After more than a decade turning knobs around Colombia, Gladkazuka delivers his anticipated solo 12": Mucha Pimienta. Across four tracks, the Medellín producer displays the lose, genuine, take on machine-driven funk and electro that earned him the reputation as an essential artist of the South American circuit. A collection that speaks loudly for an otherwise reclusive artist, this record provides rare insight into one of Colombia's most lauded performers.
Gladkazuka's influence in the development of the Colombian scene is undeniable, despite his silent, off-the-grid tendencies, the echoes of his work have helped pave the way for many local basement dwellers with an interest in wires and oscillators.
Written and recorded between 2004 and 2008, these tunes conjure the intuitive spirit of the early Medellín scene: a melting pot of neighborhood youths whose aguardiente-fueled synth explorations gave birth to the likes of Sano and Lucretia Dalt. A key piece of the history and evolution of Colombian electronic music - essentially outsider, both locally and globally - this record is a welcomed addition to a puzzle just starting to take shape.

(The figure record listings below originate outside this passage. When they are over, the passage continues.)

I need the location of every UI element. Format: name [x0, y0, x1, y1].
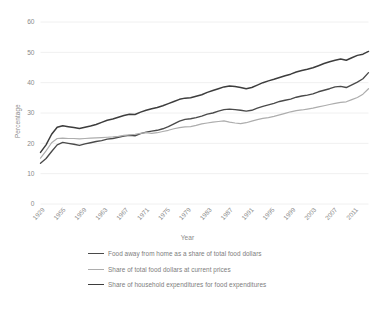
x-tick-label-1999: 1999	[282, 206, 297, 222]
x-tick-label-1959: 1959	[73, 206, 88, 222]
x-tick-1959: 1959	[73, 206, 88, 222]
x-tick-label-1929: 1929	[31, 206, 46, 222]
x-tick-label-1995: 1995	[261, 206, 276, 222]
legend-item-2[interactable]: Share of household expenditures for food…	[0, 277, 375, 293]
x-tick-label-1955: 1955	[52, 206, 67, 222]
y-tick-label-20: 20	[27, 140, 35, 147]
legend-swatch-1	[88, 269, 104, 270]
x-tick-1971: 1971	[136, 206, 151, 222]
x-tick-1967: 1967	[115, 206, 130, 222]
x-tick-label-1971: 1971	[136, 206, 151, 222]
y-tick-label-40: 40	[27, 79, 35, 86]
x-tick-label-1979: 1979	[177, 206, 192, 222]
x-tick-1987: 1987	[219, 206, 234, 222]
series-line-0	[41, 73, 369, 164]
x-tick-label-1963: 1963	[94, 206, 109, 222]
x-tick-1955: 1955	[52, 206, 67, 222]
x-tick-1999: 1999	[282, 206, 297, 222]
x-tick-label-1983: 1983	[198, 206, 213, 222]
x-tick-label-2003: 2003	[303, 206, 318, 222]
y-tick-label-30: 30	[27, 109, 35, 116]
chart-figure: 0102030405060192919551959196319671971197…	[0, 0, 375, 309]
y-axis-title-wrap: Percentage	[2, 80, 16, 140]
series-line-1	[41, 89, 369, 158]
y-tick-label-0: 0	[31, 200, 35, 207]
legend-item-1[interactable]: Share of total food dollars at current p…	[0, 262, 375, 278]
x-tick-2007: 2007	[324, 206, 339, 222]
x-tick-1975: 1975	[156, 206, 171, 222]
x-tick-label-1987: 1987	[219, 206, 234, 222]
y-tick-label-50: 50	[27, 49, 35, 56]
x-tick-1983: 1983	[198, 206, 213, 222]
x-tick-1991: 1991	[240, 206, 255, 222]
legend-label-0: Food away from home as a share of total …	[108, 250, 262, 257]
x-tick-1929: 1929	[31, 206, 46, 222]
chart-legend: Food away from home as a share of total …	[0, 246, 375, 293]
series-line-2	[41, 51, 369, 152]
legend-swatch-2	[88, 284, 104, 285]
y-tick-label-10: 10	[27, 170, 35, 177]
x-tick-1995: 1995	[261, 206, 276, 222]
x-tick-label-2007: 2007	[324, 206, 339, 222]
x-tick-label-1975: 1975	[156, 206, 171, 222]
x-axis-title: Year	[0, 234, 375, 241]
x-tick-1979: 1979	[177, 206, 192, 222]
y-axis-title: Percentage	[14, 104, 21, 138]
y-tick-label-60: 60	[27, 18, 35, 25]
x-tick-2003: 2003	[303, 206, 318, 222]
legend-label-2: Share of household expenditures for food…	[108, 281, 266, 288]
x-tick-label-1991: 1991	[240, 206, 255, 222]
legend-item-0[interactable]: Food away from home as a share of total …	[0, 246, 375, 262]
x-tick-label-2011: 2011	[345, 206, 360, 221]
legend-label-1: Share of total food dollars at current p…	[108, 266, 231, 273]
x-tick-label-1967: 1967	[115, 206, 130, 222]
legend-swatch-0	[88, 253, 104, 254]
x-tick-1963: 1963	[94, 206, 109, 222]
x-tick-2011: 2011	[345, 206, 360, 221]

Make no mistake, despite all the history and nostalgia it contains, the record slams: conversing bleeps, drum-machine-driven pop, nonstandard electro landscapes
(inspired not in the roots of the genre but on the broken-phone-message that reached the country in the late 90s and early 2000s), all smeared with an 80s nostalgia from someone who actually drew breath in the decade.
Without incurring in the wasted true-human-emotion-through-machines discourse, what we have here is a man truly comfortable with his equipment: a fragment of their long, and ongoing, conversation.
Gladkazuka's influence in the development of the Colombian scene is undeniable, despite his silent, off-the-grid tendencies, the echoes of his work have helped pave the way for many local basement dwellers with an interest in wires and oscillators.
Written and recorded between 2004 and 2008, these tunes conjure the intuitive spirit of the early Medellín scene: a melting pot of neighborhood youths whose aguardiente-fueled synth explorations gave birth to the likes of Sano and Lucretia Dalt. A key piece of the history and evolution of Colombian electronic music - essentially outsider, both locally and globally - this record is a welcomed addition to a puzzle just starting to take shape.
Make no mistake, despite all the history and nostalgia it contains, the record slams: conversing bleeps, drum-machine-driven pop, nonstandard electro landscapes
(inspired not in the roots of the genre but on the broken-phone-message that reached the country in the late 90s and early 2000s), all smeared with an 80s nostalgia from someone who actually drew breath in the decade.